The practical answer is not "file as fast as possible" but "file the minimum viable application as fast as possible, then file a comprehensive application within 12 months." A well-drafted provisional — not a napkin sketch, but a complete written description of the invention with all known variations — takes 1–3 weeks to prepare properly. That is the real timeline you are working against: not "today," but "within the next few weeks."
If you have genuine reason to believe a competitor is working on the same invention — because you saw it at a trade show, because you know they hired the same consultant, because your patent watch flagged a related application — then urgency increases and a provisional should be filed within days, even if imperfect. Imperfect-but-first beats perfect-but-second under first-to-file.
Sources
- 35 U.S.C. - Patent Law (America Invents Act) — US patent statutes as amended by the AIA, including first-to-file provisions and grace period
- USPTO - America Invents Act — Official USPTO guidance on the AIA transition and first-inventor-to-file rules
- European Patent Convention (EPC) — European first-to-file system with no grace period for inventor disclosures
- WIPO - Paris Convention — International priority system governing filing deadlines across member states
- CNIPA — China's first-to-file system and grace period rules
Frequently Asked Questions
If I invented something first but filed second, can I still get a patent?
In most jurisdictions, no. Under first-to-file, the first to file wins — unless you can prove that the other party's application was derived from your work (derivation proceedings) or that the other party's application has some other defect. Independent prior invention is not a defence to a patent infringement claim or a basis to challenge the other party's application.
Does the US first-to-file system change how I should keep invention records?
Yes and no. Detailed records are still important — for derivation proceedings, for establishing trade secret rights, and for supporting patent prosecution. But the purpose of records has shifted from "proving I invented first" (under first-to-invent) to "proving derivation if needed" and "supporting the patent application." The urgency of filing has increased; the role of records in priority disputes has decreased.
My colleague and I independently invented the same thing at the same time. Who owns the patent?
Under first-to-file, whoever filed first. If both applications were filed on exactly the same day (rare but possible), the USPTO has procedures for handling this — generally the applications are treated as claiming the same invention and a single patent is granted to all parties jointly.
I disclosed my invention at a conference before filing. Is my patent doomed?
In the US, not necessarily — you have 12 months from the disclosure to file and the disclosure will not be used as prior art against you. But in Europe, the GCC, and any jurisdiction without a grace period, your disclosure before filing may have destroyed novelty in those markets. File in those jurisdictions as soon as possible if you want any chance of protection.
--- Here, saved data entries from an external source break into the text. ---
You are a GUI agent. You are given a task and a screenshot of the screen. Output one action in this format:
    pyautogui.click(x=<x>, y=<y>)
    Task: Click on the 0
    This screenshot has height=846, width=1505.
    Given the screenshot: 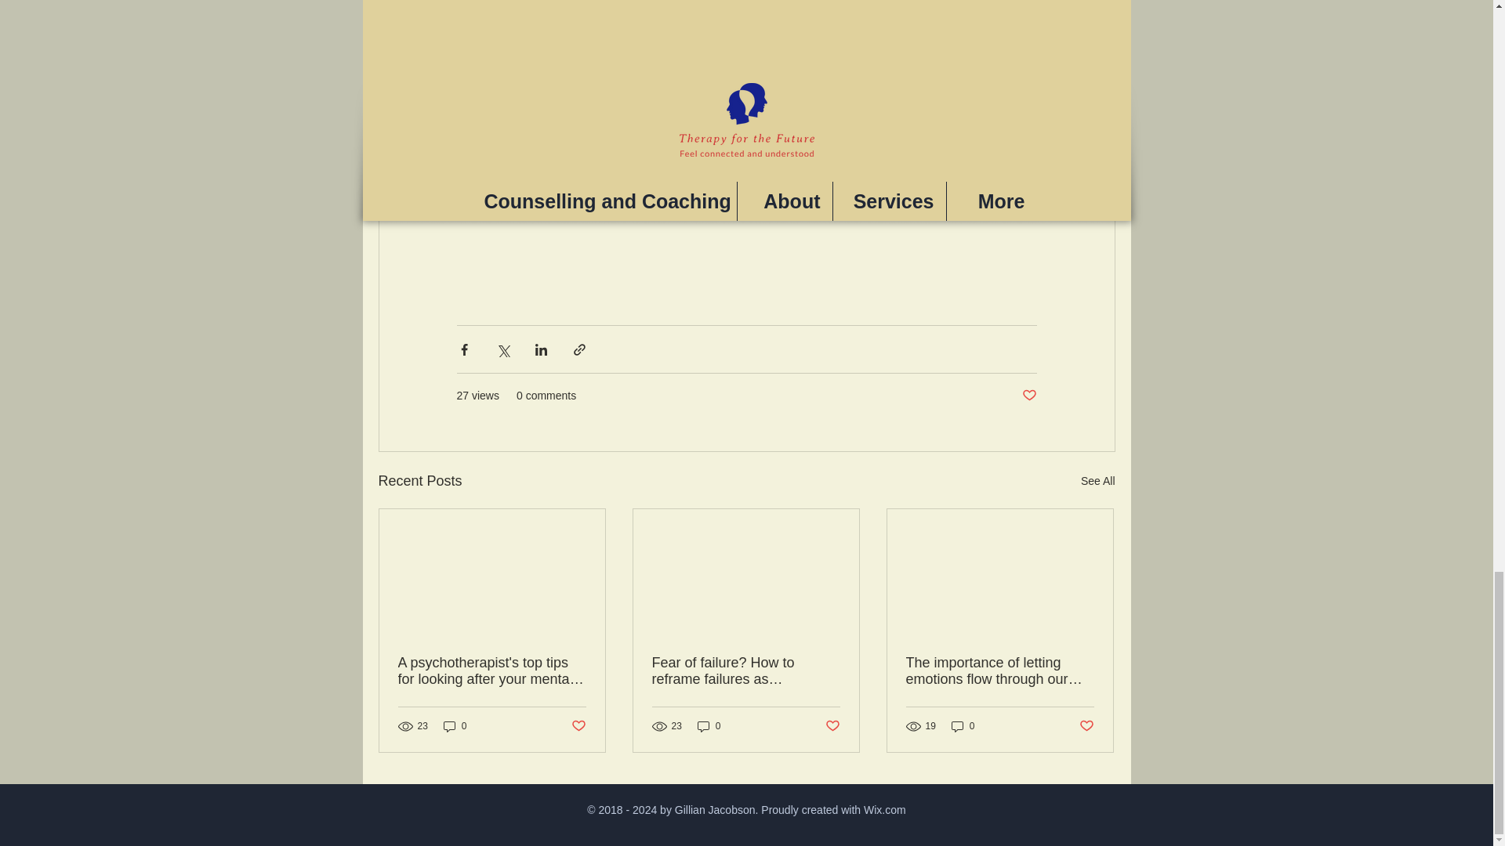 What is the action you would take?
    pyautogui.click(x=962, y=727)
What is the difference between a "derivation" and an "interference"?
An interference (now abolished for post-AIA applications) was a proceeding to determine who invented first when two parties claimed the same invention. A derivation proceeding (the AIA replacement) is a proceeding to determine whether one party's claimed invention was derived from another party's prior disclosure — not who invented first. Interference required only a coincidence of invention; derivation requires proof that information was actually taken from one party by the other.
This article is part of the iInvent Encyclopedia — the world's most comprehensive knowledge base for inventors. It is intended for educational purposes and does not constitute legal advice. For guidance specific to your situation, consult a qualified patent attorney.